Robert Frost's 1920 poem
"Fire and Ice", is simple, short, and stunning.
Some say the world will end in fire,
Some say in ice.
From what I’ve tasted of desire
I hold with those who favor fire.
But if it had to perish twice,
I think I know enough of hate
To say that for destruction ice
Is also great,
And would suffice.
The poem can be taken to refer relatively directly to the likely fates of the Earth--will it be engulfed by a Sol turned red giants, or will it freeze?--and more abstracts connects to the human heart's ability to wreck the world. I was surprised to find out, via
Not Rocket Science, that ice might in fact have fostered the emergence of life on Earth.
Some of the most popular theories suggest that life began in a hellish setting, in rocky undersea vents that churn out superheated water from deep within the earth. But a new paper suggests an alternative backdrop, and one that seems like the polar opposite (pun intended) of the hot vents -ice.
[. . .]
RNA can store information, speed up chemical reactions, and make copies of itself without any outside help. It evolves too - stick it in a test tube with the right raw materials and a source of energy and it eventually gets better and better at copying itself. This ability was first demonstrated in 1972 by Sol Spiegelman and the brutally efficient RNA strand that resulted was melodramatically known as Spiegelman’s monster.
[. . .]
But RNA’s unique physical properties aren’t enough. The molecule is also very fragile and it would rapidly degrade under all but the gentlest environmental conditions. It also needs to be concentrated in some way. A molecule that makes copies of itself needs to be kept in the same place as its constituent chemicals; if the parts are allowed to disperse, the whole will never come together. So RNA may have the right qualities, but it needs a stable and confined space to make the RNA world a reality. Attwater thinks that ice provides just such a space.
At first glance, this seems like a bizarre idea. For a start, cold temperatures can slow many chemical reactions to a crawl. Proteins that piece together RNA molecules stop working when they’re frozen. But remember, RNA in the form of ribozymes can speed up its own creation without any proteins. And Attwater found that one such ribozyme called R18 is still active at subzero temperatures. In fact, ice actually stabilised the ribozyme, preventing it from breaking down. On ice, the ribozyme was slower than at room temperature but it also carried on working for longer. As a result, it was actually more productive, creating longer lengths of RNA with no less accuracy.
That’s one problem down, but there’s also the fact that ice is solid. You might think that this would prevent molecules from meeting each other with ease, but ice isn’t completely solid. At a microscopic level, weaving their way between the crystals, there’s a complicated network of channels and spaces that haven’t frozen completely.
The water in these spaces is salty; as the surrounding molecules froze, any dissolved impurities were pushed away and became concentrated in the remaining liquid. Attwater found that this process boosts the concentration of ions, nucleotides and other chemicals in the liquid compartments by over 200 times. That accelerates the work of the ribozymes, and more than compensates for the slowing effects of the cold.
The blog concludes that this theory works only if the early Earth was icy. Some recent evidence suggests so, and certainly the
dimness of early Sol relative to today--Sol was only 70% as bright as it is now--might facilitate this chill.
This model also has serious implications for life on other worlds. It's reasonably well-known that many moons--Jupiter's Europa, Saturn's Enceladus--almost certainly harbour oceans of liquid water under their icy surfaces, and that this water could theoretically support life. Might the fact that these worlds have so much ice say interesting things about the prospect of Europan and Enceladean biospheres?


| What you are asked to do |
Without the pictures, copy the entries below word for word.

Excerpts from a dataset
=== Begin Enclosure ===

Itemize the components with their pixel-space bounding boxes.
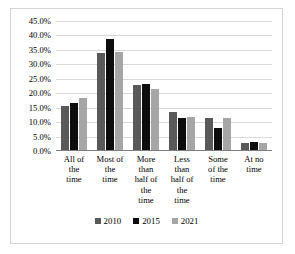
legend-swatch-icon <box>133 218 139 224</box>
legend-swatch-icon <box>95 218 101 224</box>
bar-2021-5[interactable] <box>223 118 231 151</box>
bar-2021-4[interactable] <box>187 117 195 151</box>
bar-group <box>92 21 128 151</box>
x-axis-line <box>56 150 272 151</box>
y-tick-label: 30.0% <box>29 60 51 69</box>
y-axis-labels: 45.0%40.0%35.0%30.0%25.0%20.0%15.0%10.0%… <box>11 21 54 151</box>
x-tick-label: More than half of the time <box>128 154 164 205</box>
bar-2015-1[interactable] <box>70 103 78 151</box>
y-tick-label: 10.0% <box>29 118 51 127</box>
y-tick-label: 40.0% <box>29 31 51 40</box>
legend-item-2010[interactable]: 2010 <box>95 217 122 226</box>
bar-2015-3[interactable] <box>142 84 150 151</box>
legend-label: 2021 <box>181 217 199 226</box>
bar-2021-1[interactable] <box>79 98 87 151</box>
y-tick-label: 45.0% <box>29 17 51 26</box>
bar-group <box>128 21 164 151</box>
bar-groups <box>56 21 272 151</box>
chart-figure: 45.0%40.0%35.0%30.0%25.0%20.0%15.0%10.0%… <box>10 8 283 244</box>
legend-item-2021[interactable]: 2021 <box>172 217 199 226</box>
bar-2021-2[interactable] <box>115 52 123 151</box>
y-tick-label: 0.0% <box>33 147 51 156</box>
bar-2021-3[interactable] <box>151 89 159 151</box>
bar-group <box>56 21 92 151</box>
bar-2010-1[interactable] <box>61 106 69 151</box>
y-tick-label: 25.0% <box>29 74 51 83</box>
y-tick-label: 20.0% <box>29 89 51 98</box>
bar-group <box>200 21 236 151</box>
x-tick-label: At no time <box>236 154 272 205</box>
x-tick-label: All of the time <box>56 154 92 205</box>
y-tick-label: 15.0% <box>29 103 51 112</box>
plot-area <box>56 21 272 151</box>
x-tick-label: Less than half of the time <box>164 154 200 205</box>
legend-item-2015[interactable]: 2015 <box>133 217 160 226</box>
legend-label: 2010 <box>104 217 122 226</box>
bar-2010-2[interactable] <box>97 53 105 151</box>
bar-2015-5[interactable] <box>214 128 222 151</box>
bar-group <box>164 21 200 151</box>
bar-group <box>236 21 272 151</box>
y-tick-label: 35.0% <box>29 46 51 55</box>
bar-2015-2[interactable] <box>106 39 114 151</box>
chart-legend: 201020152021 <box>11 217 282 226</box>
bar-2010-5[interactable] <box>205 118 213 151</box>
bar-2015-4[interactable] <box>178 118 186 151</box>
legend-swatch-icon <box>172 218 178 224</box>
y-tick-label: 5.0% <box>33 132 51 141</box>
bar-2010-4[interactable] <box>169 112 177 151</box>
legend-label: 2015 <box>142 217 160 226</box>
x-tick-label: Most of the time <box>92 154 128 205</box>
bar-2010-3[interactable] <box>133 85 141 151</box>
x-tick-label: Some of the time <box>200 154 236 205</box>
x-axis-labels: All of the timeMost of the timeMore than… <box>56 154 272 205</box>
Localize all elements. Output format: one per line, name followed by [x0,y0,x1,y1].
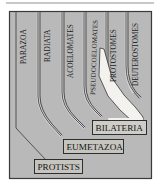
tip-label-acoelomates: ACOELOMATES [67,24,75,78]
bilateria-label: BILATERIA [96,123,144,133]
tree-diagram-canvas: PARAZOA RADIATA ACOELOMATES PSEUDOCOELOM… [0,0,160,189]
phylogenetic-tree-figure: PARAZOA RADIATA ACOELOMATES PSEUDOCOELOM… [0,0,160,189]
node-bilateria: BILATERIA [93,121,147,135]
protists-label: PROTISTS [38,162,80,172]
tip-label-deuterostomes: DEUTEROSTOMES [132,23,140,86]
tip-label-parazoa: PARAZOA [19,29,28,64]
tip-label-protostomes: PROTOSTOMES [110,29,118,82]
top-rule [6,2,154,4]
node-protists: PROTISTS [35,160,83,174]
tip-label-radiata: RADIATA [43,29,52,62]
eumetazoa-label: EUMETAZOA [67,142,124,152]
node-eumetazoa: EUMETAZOA [64,140,124,154]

=== End Enclosure ===

| Exercise output |
Itemize the components with their pixel-space bounding boxes.
legend-swatch-icon <box>133 218 139 224</box>
legend-swatch-icon <box>95 218 101 224</box>
bar-2021-5[interactable] <box>223 118 231 151</box>
bar-2021-4[interactable] <box>187 117 195 151</box>
bar-group <box>92 21 128 151</box>
x-axis-line <box>56 150 272 151</box>
y-tick-label: 30.0% <box>29 60 51 69</box>
y-axis-labels: 45.0%40.0%35.0%30.0%25.0%20.0%15.0%10.0%… <box>11 21 54 151</box>
x-tick-label: More than half of the time <box>128 154 164 205</box>
bar-2015-1[interactable] <box>70 103 78 151</box>
y-tick-label: 10.0% <box>29 118 51 127</box>
y-tick-label: 40.0% <box>29 31 51 40</box>
legend-item-2010[interactable]: 2010 <box>95 217 122 226</box>
bar-2015-3[interactable] <box>142 84 150 151</box>
legend-label: 2021 <box>181 217 199 226</box>
bar-2021-1[interactable] <box>79 98 87 151</box>
y-tick-label: 45.0% <box>29 17 51 26</box>
bar-group <box>128 21 164 151</box>
bar-groups <box>56 21 272 151</box>
chart-figure: 45.0%40.0%35.0%30.0%25.0%20.0%15.0%10.0%… <box>10 8 283 244</box>
legend-item-2021[interactable]: 2021 <box>172 217 199 226</box>
bar-2021-2[interactable] <box>115 52 123 151</box>
y-tick-label: 0.0% <box>33 147 51 156</box>
bar-2021-3[interactable] <box>151 89 159 151</box>
bar-group <box>56 21 92 151</box>
bar-2010-1[interactable] <box>61 106 69 151</box>
y-tick-label: 25.0% <box>29 74 51 83</box>
y-tick-label: 20.0% <box>29 89 51 98</box>
bar-group <box>200 21 236 151</box>
x-tick-label: At no time <box>236 154 272 205</box>
x-tick-label: All of the time <box>56 154 92 205</box>
y-tick-label: 15.0% <box>29 103 51 112</box>
plot-area <box>56 21 272 151</box>
x-tick-label: Less than half of the time <box>164 154 200 205</box>
legend-item-2015[interactable]: 2015 <box>133 217 160 226</box>
legend-label: 2010 <box>104 217 122 226</box>
bar-2010-2[interactable] <box>97 53 105 151</box>
bar-2015-5[interactable] <box>214 128 222 151</box>
bar-group <box>164 21 200 151</box>
bar-group <box>236 21 272 151</box>
y-tick-label: 35.0% <box>29 46 51 55</box>
bar-2015-2[interactable] <box>106 39 114 151</box>
chart-legend: 201020152021 <box>11 217 282 226</box>
bar-2010-5[interactable] <box>205 118 213 151</box>
bar-2015-4[interactable] <box>178 118 186 151</box>
legend-swatch-icon <box>172 218 178 224</box>
y-tick-label: 5.0% <box>33 132 51 141</box>
bar-2010-4[interactable] <box>169 112 177 151</box>
legend-label: 2015 <box>142 217 160 226</box>
x-tick-label: Most of the time <box>92 154 128 205</box>
bar-2010-3[interactable] <box>133 85 141 151</box>
x-tick-label: Some of the time <box>200 154 236 205</box>
x-axis-labels: All of the timeMost of the timeMore than… <box>56 154 272 205</box>
Localize all elements. Output format: one per line, name followed by [x0,y0,x1,y1].
tip-label-acoelomates: ACOELOMATES [67,24,75,78]
bilateria-label: BILATERIA [96,123,144,133]
tree-diagram-canvas: PARAZOA RADIATA ACOELOMATES PSEUDOCOELOM… [0,0,160,189]
phylogenetic-tree-figure: PARAZOA RADIATA ACOELOMATES PSEUDOCOELOM… [0,0,160,189]
node-bilateria: BILATERIA [93,121,147,135]
protists-label: PROTISTS [38,162,80,172]
tip-label-deuterostomes: DEUTEROSTOMES [132,23,140,86]
tip-label-parazoa: PARAZOA [19,29,28,64]
tip-label-protostomes: PROTOSTOMES [110,29,118,82]
top-rule [6,2,154,4]
node-protists: PROTISTS [35,160,83,174]
tip-label-radiata: RADIATA [43,29,52,62]
eumetazoa-label: EUMETAZOA [67,142,124,152]
node-eumetazoa: EUMETAZOA [64,140,124,154]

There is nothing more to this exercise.